Codasip has announced a RISC-V CPU targeting automobile electronics. Available for licensing now, the new L730 optionally integrates the Codasip Cheri security extensions and scalar RISC-V crypto instructions, and its functional-safety capabilities support ASIL D integrity.
Licensable designs (IP) can comply with safety standards, but Codasip goes further than mere compliance and obtains certifications. Priding itself in its safety expertise, the company’s staff includes engineers from automotive suppliers. The team expects the L730’s out-of-context certification to facilitate licensees obtaining their approvals, reducing time to market.
The 32-bit L730 core joins the company’s A730 and X730 designs in delivering midrange performance to SoC designers. The 64-bit A730 includes a memory management unit (MMU) to run Linux, suiting it to application-processing functions. To this design, the X730 adds Cheri, which helps bar inappropriate memory accesses. Codasip has donated the Cheri software development kit (SDK) to the Cheri Alliance and is pushing for the RISC-V community to adopt the technology.
Inside the Designers’ Studio
The 730-series cores are dual-issue, in-order CPUs and should deliver performance similar to an Arm Cortex-M7, M85, or R52. Designers can enhance performance through custom instructions, Codasip’s third differentiator alongside safety and security. The company’s designs are both configurable and customizable through the Codasip Studio development environment. It enables licensees to choose off-the-shelf options and to add new instructions defined in the CodAL C-like language. A code profiler helps the licensee identify hot spots benefiting from customization.
Similar to the Tensilica technology from Cadence for the proprietary Xtensa core, the Codasip tool also generates a compiler and verification environment alongside the customized CPU. Fellow RISC-V startup Semidynamics also supports configuration options and extensive design changes, but the latter entails manual work by the IP supplier. Synopsys may be Codasip’s closest competitor, offering a configuration and customization tool for its Arc CPU and cores compliant with safety standards.
Bottom Line
Designers can choose from a long list of RISC-V cores, and the architecture has consolidated the market for low-cost control CPUs. A plain RISC-V core could offer better performance, power, and area (PPA) than an Arm Cortex-M or Cortex-R CPU but wouldn’t be profitable given the proliferation of such cores. A RISC-V supplier must differentiate.
In most cases, chip designers bury RISC-V cores in their SoCs and don’t offer them to customers to program. However, the automobile industry is among the first to consider the instruction set for more than deeply embedded control use. Moreover, automobile OEMs and Tier-One suppliers have the resources to employ CPU customization to raise performance; they also demand functional safety and must secure car software from hacking.
Against this backdrop, the Codasip L730 offers designers a CPU that goes beyond trading Arm compatibility for better PPA. It provides a differentiated combination of safety, security, and customization for designers seeking midrange performance in a RISC-V core.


ACTIVITY:
Below are the records; copy each line in them that holds the word "horizontal".

GIVEN INFORMATION:
—————

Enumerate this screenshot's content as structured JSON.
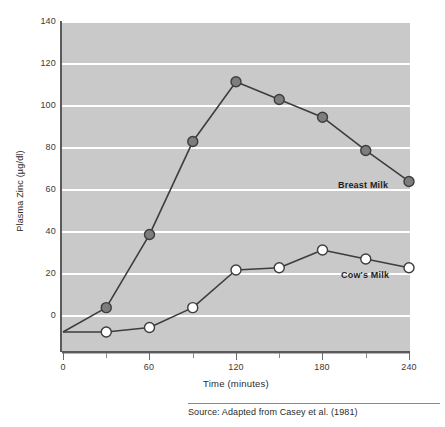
{
  "chart_data": {
    "type": "line",
    "title": "",
    "xlabel": "Time (minutes)",
    "ylabel": "Plasma Zinc (µg/dl)",
    "xlim": [
      0,
      240
    ],
    "ylim": [
      -10,
      140
    ],
    "xticks": [
      0,
      60,
      120,
      180,
      240
    ],
    "xticklabels": [
      "0",
      "60",
      "120",
      "180",
      "240"
    ],
    "xminor_ticks": [
      30,
      90,
      150,
      210
    ],
    "yticks": [
      0,
      20,
      40,
      60,
      80,
      100,
      120,
      140
    ],
    "yticklabels": [
      "0",
      "20",
      "40",
      "60",
      "80",
      "100",
      "120",
      "140"
    ],
    "grid": "horizontal-white",
    "legend_position": "inline-right",
    "x": [
      0,
      30,
      60,
      90,
      120,
      150,
      180,
      210,
      240
    ],
    "series": [
      {
        "name": "Breast Milk",
        "values": [
          0,
          11,
          44,
          86,
          113,
          105,
          97,
          82,
          68
        ],
        "marker": "filled-circle",
        "marker_fill": "#7d7d7d",
        "line_color": "#3d3d3d",
        "label_x": 240,
        "label_y": 68
      },
      {
        "name": "Cow's Milk",
        "values": [
          0,
          0,
          2,
          11,
          28,
          29,
          37,
          33,
          29
        ],
        "marker": "open-circle",
        "marker_fill": "#ffffff",
        "line_color": "#3d3d3d",
        "label_x": 240,
        "label_y": 29
      }
    ],
    "annotations": [
      {
        "name": "breast-milk-inline-label",
        "text": "Breast Milk"
      },
      {
        "name": "cows-milk-inline-label",
        "text": "Cow's Milk"
      }
    ]
  },
  "figure": {
    "plot_background": "#c9c9c9",
    "page_background": "#ffffff",
    "gridline_color": "#ffffff",
    "axis_color": "#5a5a5a"
  },
  "source": {
    "text": "Source: Adapted from Casey et al. (1981)"
  }
}
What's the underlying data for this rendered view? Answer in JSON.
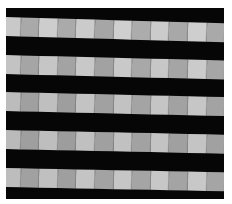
{
  "image": {
    "description": "Grayscale photograph of a woven material with horizontal light stripes made of alternating light and mid-gray rectangular segments, separated by black bands",
    "background_color": "#ffffff",
    "band_color": "#060606",
    "stripes": [
      {
        "top": 9,
        "tilt_deg": 1.6,
        "blocks": [
          "#c9c9c9",
          "#a9a9a9",
          "#cdcdcd",
          "#aaaaaa",
          "#cbcbcb",
          "#a6a6a6",
          "#cfcfcf",
          "#acacac",
          "#cbcbcb",
          "#a8a8a8",
          "#cecece",
          "#a9a9a9"
        ]
      },
      {
        "top": 47,
        "tilt_deg": 1.4,
        "blocks": [
          "#c3c3c3",
          "#a5a5a5",
          "#c6c6c6",
          "#a3a3a3",
          "#c8c8c8",
          "#a2a2a2",
          "#c9c9c9",
          "#a8a8a8",
          "#c7c7c7",
          "#a5a5a5",
          "#cbcbcb",
          "#a6a6a6"
        ]
      },
      {
        "top": 84,
        "tilt_deg": 1.3,
        "blocks": [
          "#bcbcbc",
          "#a0a0a0",
          "#bfbfbf",
          "#9e9e9e",
          "#c3c3c3",
          "#a1a1a1",
          "#c2c2c2",
          "#a4a4a4",
          "#c5c5c5",
          "#a2a2a2",
          "#c6c6c6",
          "#a3a3a3"
        ]
      },
      {
        "top": 122,
        "tilt_deg": 1.2,
        "blocks": [
          "#bababa",
          "#9f9f9f",
          "#bebebe",
          "#9d9d9d",
          "#c0c0c0",
          "#a0a0a0",
          "#c1c1c1",
          "#a2a2a2",
          "#c3c3c3",
          "#a0a0a0",
          "#c4c4c4",
          "#a1a1a1"
        ]
      },
      {
        "top": 160,
        "tilt_deg": 1.1,
        "blocks": [
          "#bdbdbd",
          "#a1a1a1",
          "#c0c0c0",
          "#9f9f9f",
          "#c4c4c4",
          "#a3a3a3",
          "#c6c6c6",
          "#a5a5a5",
          "#c7c7c7",
          "#a4a4a4",
          "#c8c8c8",
          "#a5a5a5"
        ]
      }
    ],
    "block_width": 18.6
  }
}
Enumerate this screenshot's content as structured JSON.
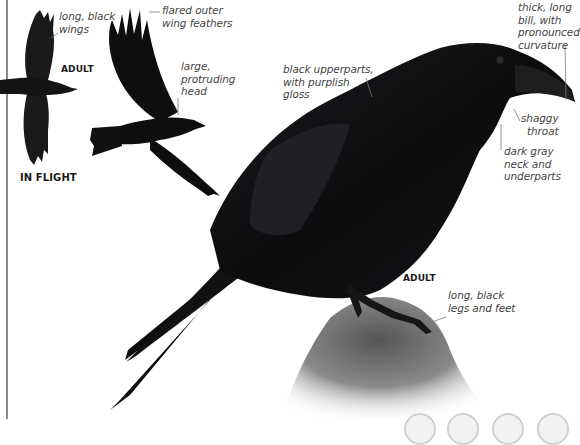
{
  "species_page": {
    "subject": "Common Raven",
    "flight_panel": {
      "section_label": "IN FLIGHT",
      "age_label": "ADULT",
      "annotations": [
        {
          "id": "wings",
          "text": "long, black\nwings"
        },
        {
          "id": "flared",
          "text": "flared outer\nwing feathers"
        },
        {
          "id": "head",
          "text": "large,\nprotruding\nhead"
        }
      ]
    },
    "perched_panel": {
      "age_label": "ADULT",
      "annotations": [
        {
          "id": "upperparts",
          "text": "black upperparts,\nwith purplish\ngloss"
        },
        {
          "id": "bill",
          "text": "thick, long\nbill, with\npronounced\ncurvature"
        },
        {
          "id": "throat",
          "text": "shaggy\nthroat"
        },
        {
          "id": "neck",
          "text": "dark gray\nneck and\nunderparts"
        },
        {
          "id": "legs",
          "text": "long, black\nlegs and feet"
        }
      ]
    },
    "pager": {
      "dots": [
        {
          "x": 404
        },
        {
          "x": 447
        },
        {
          "x": 492
        },
        {
          "x": 537
        }
      ]
    },
    "colors": {
      "plumage": "#101012",
      "gloss": "#3a3840",
      "rock": "#6f6f6f",
      "leader_line": "#7a7a7a",
      "text": "#444444",
      "rule": "#8a8a8a"
    }
  }
}
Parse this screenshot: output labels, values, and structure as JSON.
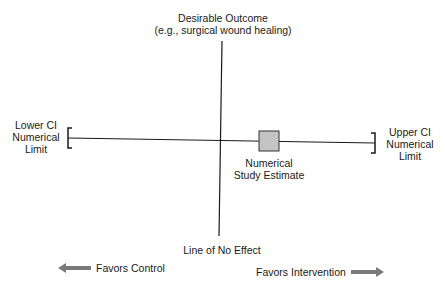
{
  "labels": {
    "top_line1": "Desirable Outcome",
    "top_line2": "(e.g., surgical wound healing)",
    "lower_ci_1": "Lower CI",
    "lower_ci_2": "Numerical",
    "lower_ci_3": "Limit",
    "upper_ci_1": "Upper CI",
    "upper_ci_2": "Numerical",
    "upper_ci_3": "Limit",
    "estimate_1": "Numerical",
    "estimate_2": "Study Estimate",
    "no_effect": "Line of No Effect",
    "favors_control": "Favors Control",
    "favors_intervention": "Favors Intervention"
  },
  "icons": {
    "left_arrow": "arrow-left-icon",
    "right_arrow": "arrow-right-icon"
  },
  "colors": {
    "line": "#1a1a1a",
    "estimate_fill": "#c4c4c4",
    "arrow": "#7a7a7a"
  }
}
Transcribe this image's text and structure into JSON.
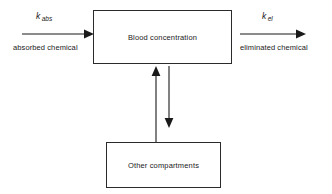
{
  "diagram": {
    "boxes": [
      {
        "id": "blood",
        "label": "Blood concentration"
      },
      {
        "id": "other",
        "label": "Other compartments"
      }
    ],
    "inflow": {
      "rate_symbol": "k",
      "rate_subscript": "abs",
      "caption": "absorbed chemical",
      "direction": "right"
    },
    "outflow": {
      "rate_symbol": "k",
      "rate_subscript": "el",
      "caption": "eliminated chemical",
      "direction": "right"
    },
    "exchange": {
      "up_arrow_name": "other-to-blood-arrow",
      "down_arrow_name": "blood-to-other-arrow"
    },
    "colors": {
      "stroke": "#1a1a1a",
      "box_border": "#2b2b2b",
      "background": "#ffffff"
    }
  }
}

—————

SOLUTION FOR THIS EXERCISE:
    "grid": "horizontal-white",
    "description": "Grayscale photograph of a woven material with horizontal light stripes made of alternating light and mid-gray rectangular segments, separated by black bands",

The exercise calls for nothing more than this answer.